The Wihtikow Will Get Ye If Ye Don’t Watch Out

Ubercool article about the wihtikow, better known as the terrifying Wendigo.

“In 1896 a man traveling through the woods with his family reported having a strange vision of a creature that apparently made him insane. He and the villagers believed he’d turned into a windigo and as his condition worsened, he was locked in a cabin. One eyewitness, a fur trader from Scotland, stated that he hardly looked like a human being at one point. The man was eventually executed by the frightened villagers, and huge logs were piled on his grave to make sure he couldn’t come back to life, as he had vowed to do unless a priest came to the village within three days. Strangely enough a priest did arrive, apparently the first ever in that area, and found all the villagers huddled in a shack, fearing for their lives.”

Fanslang

My son loves the game Spyro the Dragon. I wondered if it had a Wikipedia pages. Yes, it does — with many linked pages for the main characters and villains! One of them contains the following cryptic note:

Since her introduction in Spyro 2: Ripto’s Rage (Gateway to Glimmer in Europe), there have been many speculations that she and Spyro had a relationship growing, however, since Vivendi Universal Games left her out of the more recent games, the “Elora x Spyro” shipping has lost popularity.

“Shipping?” What’s “shipping?”

Clearly I’m not fanboy enough to know. The term originated with X-Files and was popularized by Pokemon, and refers to one of the big pastimes of online fan communities.

Wikipedia keeps me up to date.

For more uniquely fannish words I’ve learned of late, see Fanon and Retcon.

How can I be on the net so much and be so out of it?

Weird Interview Requests

This wsj article (via) about weird interview requests includes things like this:

Rodney Archer, a 51-year-old engineering consultant in Silicon Valley, had spent several hours interviewing for a job at a tech company when his would-be employer posed an unusual request: Would he submit a handwriting sample?

Baffled, he asked why. It turned out the company had an analyst in Israel who regularly reviewed potential employees’ handwriting. “It’s a very effective way to find out what people’s true personalities are and what they’re like to work with,” he recalls being told.

The correct response is, “sure. Would you also like me to shave my head and give you a plaster cast of my skull so your company phrenologist can read the bumps for you?”

Chunky Bacon Warrants Deletion

.c( whytheluckystiff )o. — Chunky Bacon Warrants Deletion

Mefites apparently aren’t big on inside jokes they’re not privy to. LanguageHat in particular got quite snotty:

Once again we see that making short, cryptic comments that mean nothing except to the commenter and those few people either in the know or willing to do research on somebody else’s apparently pointless comment, though a source of deep satisfaction to the commenter, is probably not a good idea.

You know, despite my interest in language I generally can’t stand linguistics-oriented blogs. Perhaps linguistics bloggers as a breed are pedantic, both in the “obsessed with minutiae” and “stern, lacking a sense of humor” senses of that word.

Or maybe I just caught the Hatmeister on a bad day.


What to produce
Go through the entries below. Copy each line in which "then" appears.

---------- Data for processing ----------

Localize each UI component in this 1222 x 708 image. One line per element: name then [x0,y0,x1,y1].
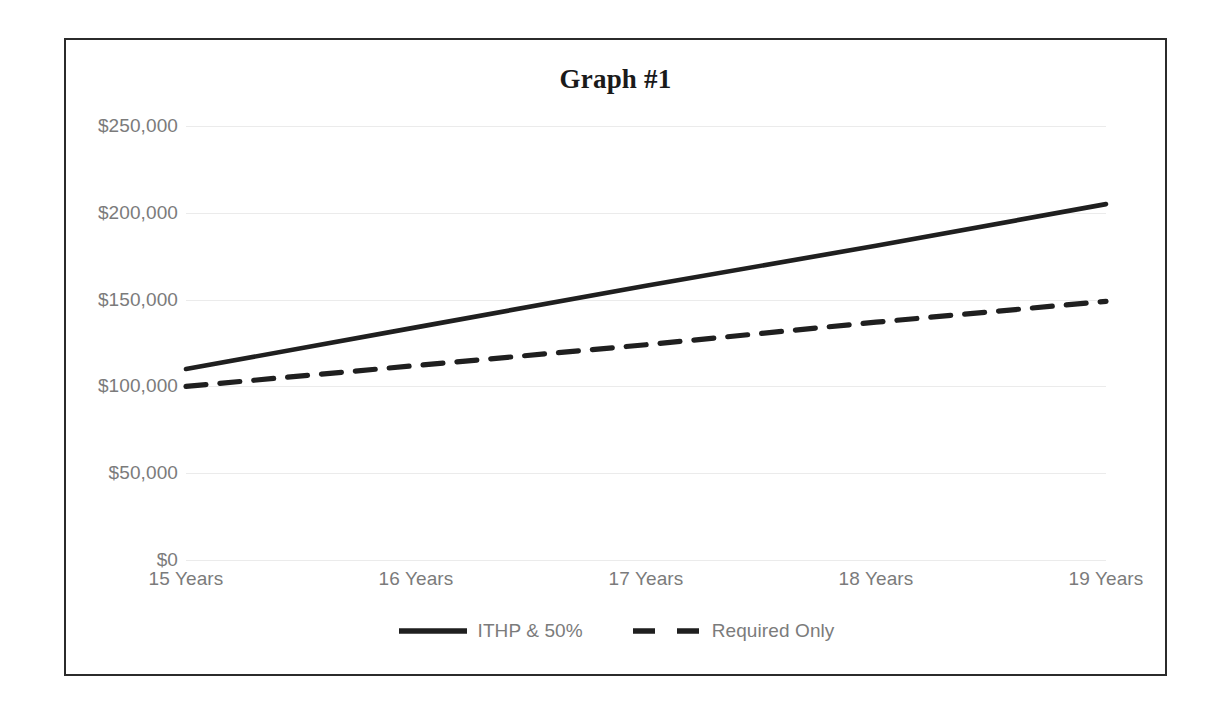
legend-item-required-only[interactable]: Required Only [631,620,835,642]
plot-area [186,126,1106,560]
y-tick-label: $150,000 [98,289,178,311]
x-tick-label: 16 Years [379,568,454,590]
gridline [186,560,1106,561]
legend-solid-line-icon [397,626,469,636]
x-tick-label: 18 Years [839,568,914,590]
x-tick-label: 15 Years [149,568,224,590]
y-tick-label: $50,000 [109,462,178,484]
x-axis: 15 Years 16 Years 17 Years 18 Years 19 Y… [186,568,1106,598]
y-tick-label: $250,000 [98,115,178,137]
chart-frame: Graph #1 $250,000 $200,000 $150,000 $100… [64,38,1167,676]
chart-legend: ITHP & 50% Required Only [66,620,1165,642]
y-axis: $250,000 $200,000 $150,000 $100,000 $50,… [66,126,178,560]
x-tick-label: 17 Years [609,568,684,590]
y-tick-label: $100,000 [98,375,178,397]
legend-dashed-line-icon [631,626,703,636]
legend-item-ithp-50[interactable]: ITHP & 50% [397,620,583,642]
chart-title: Graph #1 [66,64,1165,95]
legend-label: Required Only [712,620,835,642]
y-tick-label: $200,000 [98,202,178,224]
x-tick-label: 19 Years [1069,568,1144,590]
legend-label: ITHP & 50% [478,620,583,642]
series-container [186,126,1106,560]
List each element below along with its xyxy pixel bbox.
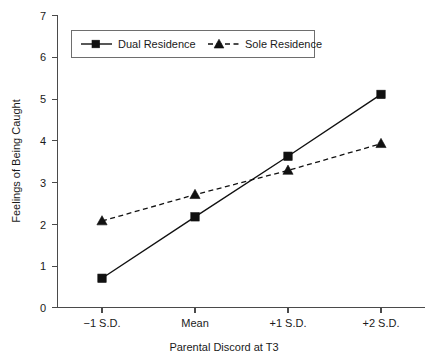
y-tick-label: 7 — [40, 10, 46, 22]
square-marker-icon — [191, 213, 199, 221]
triangle-marker-icon — [190, 189, 200, 198]
y-tick-label: 0 — [40, 302, 46, 314]
chart-figure: 7 6 5 4 3 2 1 0 −1 S.D. Mean +1 S.D. +2 … — [0, 0, 438, 363]
x-tick-label: +1 S.D. — [270, 317, 307, 329]
line-chart: 7 6 5 4 3 2 1 0 −1 S.D. Mean +1 S.D. +2 … — [0, 0, 438, 363]
x-axis-title: Parental Discord at T3 — [169, 341, 278, 353]
x-tick-label: −1 S.D. — [84, 317, 121, 329]
y-axis-tick-labels: 7 6 5 4 3 2 1 0 — [40, 10, 46, 314]
y-tick-label: 4 — [40, 135, 46, 147]
square-marker-icon — [92, 40, 100, 48]
square-marker-icon — [377, 90, 385, 98]
x-tick-label: +2 S.D. — [363, 317, 400, 329]
y-axis-title: Feelings of Being Caught — [10, 99, 22, 223]
legend-label-sole-residence: Sole Residence — [245, 38, 322, 50]
x-tick-label: Mean — [181, 317, 209, 329]
square-marker-icon — [284, 152, 292, 160]
y-tick-label: 5 — [40, 93, 46, 105]
sole-residence-line — [102, 144, 381, 221]
y-tick-label: 3 — [40, 177, 46, 189]
y-tick-label: 6 — [40, 51, 46, 63]
square-marker-icon — [98, 274, 106, 282]
sole-residence-markers — [97, 138, 386, 225]
y-tick-label: 1 — [40, 260, 46, 272]
triangle-marker-icon — [376, 138, 386, 147]
x-axis-tick-labels: −1 S.D. Mean +1 S.D. +2 S.D. — [84, 317, 400, 329]
legend-label-dual-residence: Dual Residence — [118, 38, 196, 50]
series-dual-residence — [98, 90, 385, 282]
axis-frame — [58, 15, 426, 308]
dual-residence-line — [102, 94, 381, 278]
y-axis-ticks — [52, 16, 58, 308]
series-sole-residence — [97, 138, 386, 225]
x-axis-ticks — [102, 308, 381, 314]
y-tick-label: 2 — [40, 219, 46, 231]
chart-legend: Dual Residence Sole Residence — [72, 31, 323, 58]
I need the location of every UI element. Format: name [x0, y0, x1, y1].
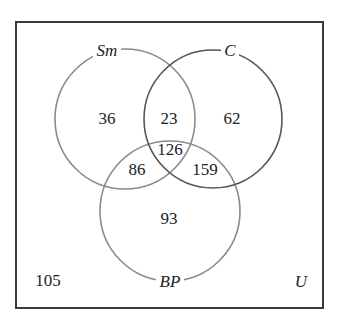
set-label-c: C — [224, 41, 236, 60]
universe-label: U — [295, 272, 309, 291]
set-label-bp: BP — [160, 272, 181, 291]
count-outside: 105 — [35, 271, 61, 290]
set-label-sm: Sm — [97, 41, 118, 60]
venn-diagram: Sm C BP 36 23 62 126 86 159 93 105 U — [0, 0, 344, 322]
count-sm-bp-only: 86 — [129, 160, 146, 179]
count-bp-only: 93 — [161, 209, 178, 228]
count-sm-c-only: 23 — [161, 109, 178, 128]
count-c-only: 62 — [224, 109, 241, 128]
count-sm-only: 36 — [99, 109, 116, 128]
count-c-bp-only: 159 — [192, 160, 218, 179]
count-sm-c-bp: 126 — [157, 140, 183, 159]
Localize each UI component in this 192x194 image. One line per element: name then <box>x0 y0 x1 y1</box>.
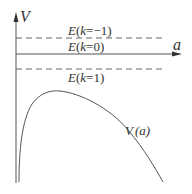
x-axis-label: a <box>173 36 181 53</box>
level-label-k-0: E(k=0) <box>67 39 104 54</box>
level-label-k-1: E(k=1) <box>67 70 104 85</box>
y-axis-label: V <box>20 8 32 25</box>
y-axis-arrow-icon <box>14 12 19 22</box>
level-label-k-minus1: E(k=−1) <box>67 23 112 38</box>
potential-diagram: V a E(k=−1) E(k=0) E(k=1) V(a) <box>0 0 192 194</box>
curve-label: V(a) <box>125 123 150 138</box>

----------

Problem solution
Localize each UI component in this 1222 x 708 image. One line per element: name then [x0,y0,x1,y1].
Localize each UI component in this 192x194 image. One line per element: name then <box>x0 y0 x1 y1</box>.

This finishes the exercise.